Tuesday, May 16, 2006

WNR - Series I - Race 4

Competitors: 247, 152 (Andante), 244
Crew: Brian, Scott, Nick, Glen

We got off on schedule and had good time to cruise behind the line to
watch things. The course was A3, one we hadn't sailed yet, and I'd
broken my own cardinal rule by not having race particulars on board!
Hmm, hope TC will steer us to the mark.

So we started on starboard, in the clear, about 15 seconds late to the
line. The nice 10kt breeze was steady but it took me a full minute to
find the groove and get her comfortable upwind. TC had us by 4 or 5
lengths but we were sailing with him, slightly to leeward.

As it turned out the upwind leg was a hugely skewed, two-tack affair.
Our false tack (we had the spin pole on top of the lazy jib sheet,
d'oh!) might have had TC wondering but didn't gain us anything .
Brian and Nick (Nick is learning the boat quickly!) did a good, clean
job on the tacks.

Our windward mark was the big boats' return leg rounding mark so our
upwind was a long, crowded gaggle of downwind boats. On the long
starboard tack run to the mark, I sailed poorly in the choppy water
and choppy wind and TC pulled away. Andante sailed well but went way
out to the left and lost a lot getting back to the mark.

The rounding was to starboard and could have been stressful had we not
lucked into a nice slot. Even on starboard, sticking our noses into
the swift-moving flood of big boats approaching the same mark on a
deep port-tack reach--so perpendicular to our course--, would have
made me nervous. We rounded and then took our time resetting the
chute and pole to the correct side before popping it and riding down
the hill. Scott did a great job flying and we made some time on the
Cal 25's in front of us.

Approaching the red nun we hoisted the jib nice and early,
transitioned Brian to trimming while Nick and Scott put in a nice
douse and we came up tight toward the harbor. Watching the lemming
herd of Cals pull away ever-so-slightly, pinching to get high of the
beautiful 139ft sailboat from Rhode Island anchored outside the
harbor, we chose to go low. Footing off, and getting lucky with the
wind holding steady, paid and we entered the harbor in front of the
whole group.

The pressure was nicely consistent in the harbor, and with relatively
few boats on moorings, we two-tacked to the line in 2nd a few minutes
behind TC.

Thanks for coming out guys! It's always a pleasure sailing with you.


- [PROBLEM REQUIREMENTS]:
For the word "name", state how many lines of the data include it. Respond with the number only.
= = = = = = =
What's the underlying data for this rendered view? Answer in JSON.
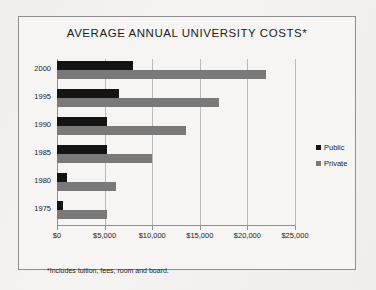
{
  "frame": {
    "border_color": "#8e8e90",
    "background_color": "#f6f5f3"
  },
  "footnote": "*Includes tuition, fees, room and board.",
  "legend": {
    "position": "right",
    "entries": [
      {
        "label": "Public",
        "color": "#141414"
      },
      {
        "label": "Private",
        "color": "#797979"
      }
    ]
  },
  "chart_data": {
    "type": "bar",
    "orientation": "horizontal",
    "title": "AVERAGE ANNUAL UNIVERSITY COSTS*",
    "xlabel": "",
    "ylabel": "",
    "categories": [
      "2000",
      "1995",
      "1990",
      "1985",
      "1980",
      "1975"
    ],
    "series": [
      {
        "name": "Public",
        "color": "#141414",
        "values": [
          8000,
          6500,
          5300,
          5200,
          1000,
          600
        ]
      },
      {
        "name": "Private",
        "color": "#797979",
        "values": [
          22000,
          17000,
          13500,
          10000,
          6200,
          5200
        ]
      }
    ],
    "xlim": [
      0,
      25000
    ],
    "xticks": [
      0,
      5000,
      10000,
      15000,
      20000,
      25000
    ],
    "xticklabels": [
      "$0",
      "$5,000",
      "$10,000",
      "$15,000",
      "$20,000",
      "$25,000"
    ],
    "grid": "vertical",
    "legend_position": "right"
  }
}
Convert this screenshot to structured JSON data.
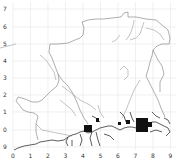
{
  "map": {
    "type": "grid-map",
    "colors": {
      "background": "#ffffff",
      "grid": "#e6e6e6",
      "boundary": "#8c8c8c",
      "river": "#9a9a9a",
      "coast": "#333333",
      "urban": "#111111"
    },
    "x_axis": {
      "ticks": [
        "0",
        "1",
        "2",
        "3",
        "4",
        "5",
        "6",
        "7",
        "8",
        "9"
      ],
      "positions": [
        13,
        30.5,
        48,
        65.5,
        83,
        100.5,
        118,
        135.5,
        153,
        170.5
      ]
    },
    "y_axis": {
      "ticks": [
        "7",
        "6",
        "5",
        "4",
        "3",
        "2",
        "1",
        "0",
        "9"
      ],
      "positions": [
        9,
        27,
        44,
        61,
        78,
        95,
        112,
        130,
        147
      ]
    },
    "features": [
      {
        "name": "region-boundary",
        "kind": "boundary"
      },
      {
        "name": "rivers",
        "kind": "river"
      },
      {
        "name": "southern-coastline",
        "kind": "coast"
      },
      {
        "name": "urban-area-west",
        "kind": "urban"
      },
      {
        "name": "urban-area-east",
        "kind": "urban"
      }
    ]
  }
}
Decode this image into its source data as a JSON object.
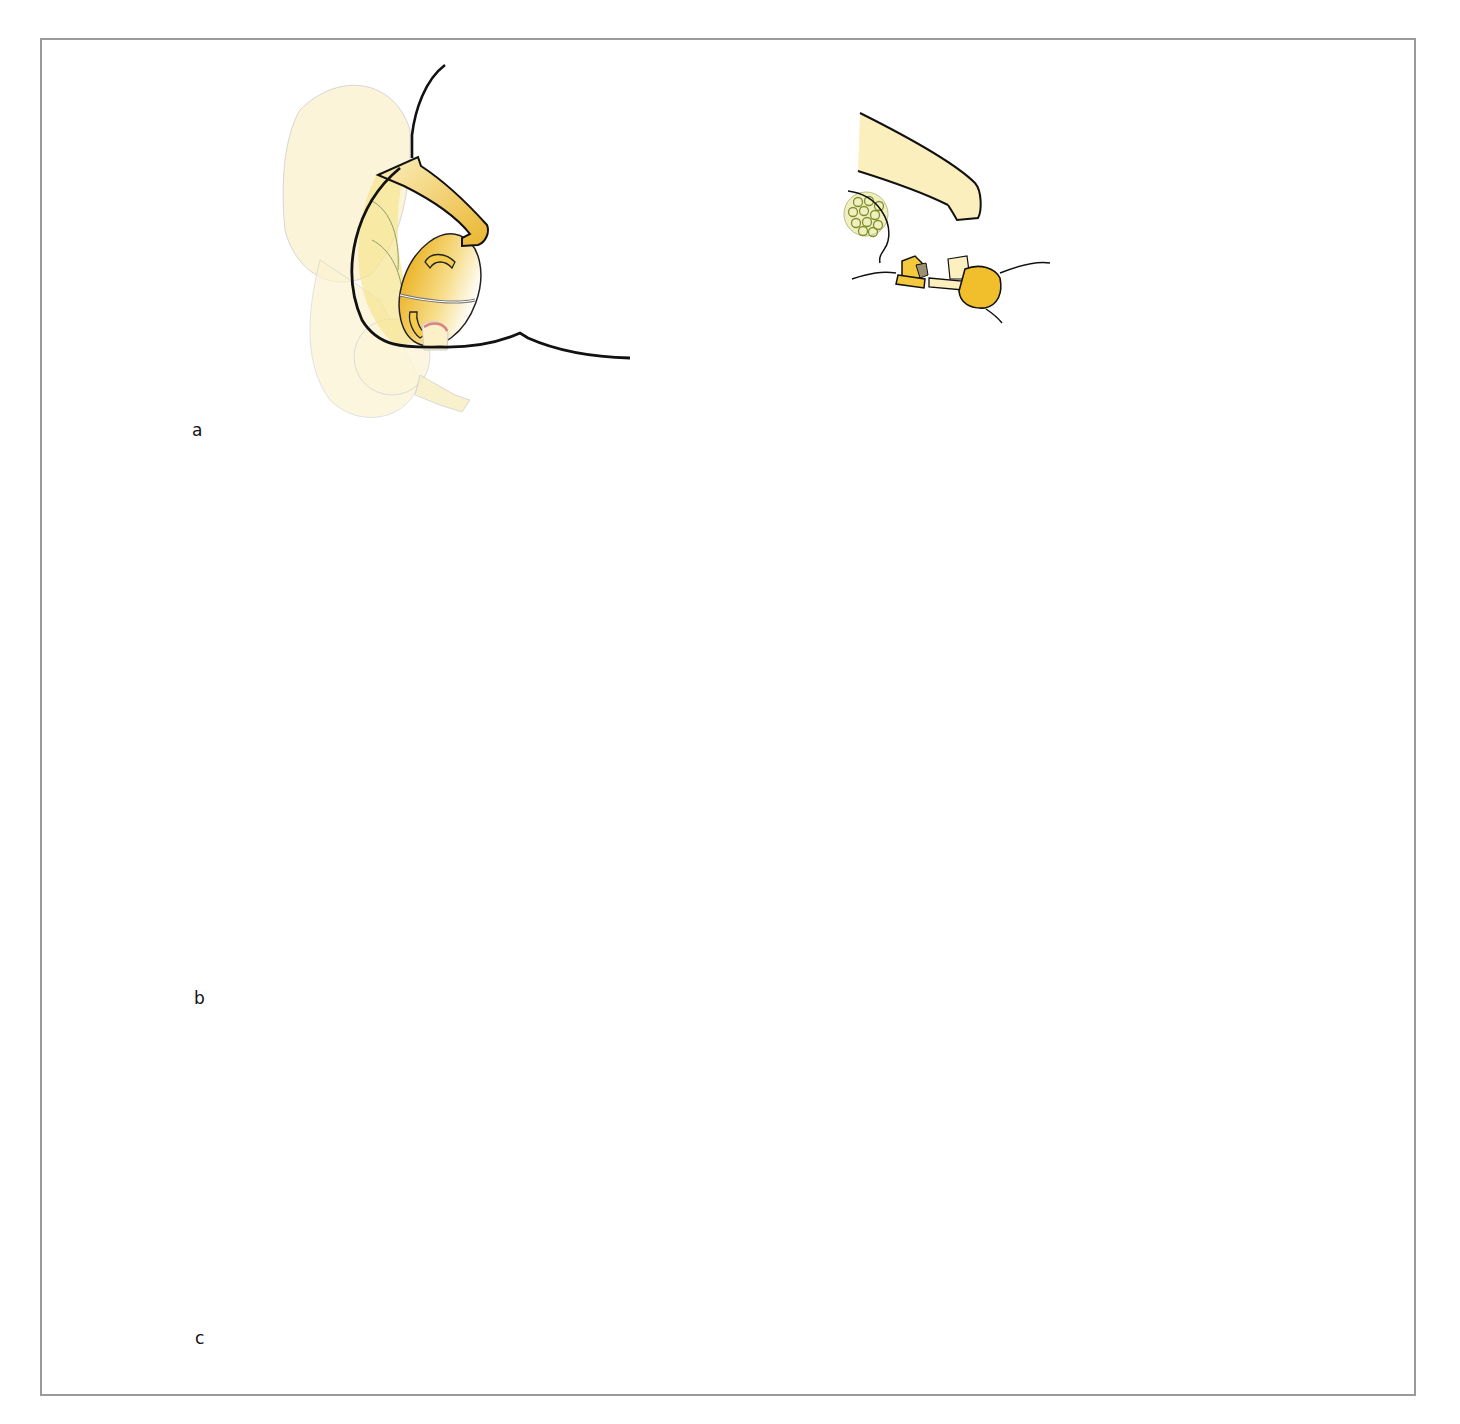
{
  "figure": {
    "panels": [
      {
        "id": "a",
        "label": "a"
      },
      {
        "id": "b",
        "label": "b"
      },
      {
        "id": "c",
        "label": "c"
      }
    ],
    "arrows": [
      {
        "from": "a",
        "to": "b",
        "direction": "down"
      },
      {
        "from": "b",
        "to": "c",
        "direction": "down"
      }
    ],
    "colors": {
      "frame": "#9a9a9a",
      "outline": "#111111",
      "tissue_light": "#fbf2c6",
      "tissue_mid": "#f3d77a",
      "tissue_dark": "#e9b52a",
      "pale_organ": "#fbf4d8",
      "nerve_bundle": "#f1f0c0",
      "nerve_fascicle": "#8a9a3a",
      "instrument": "#5b5e62",
      "electrode": "#b9bcc4",
      "cautery_red": "#e0211b"
    }
  }
}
= = = = = = =
- [PROBLEM SOLUTION]:
7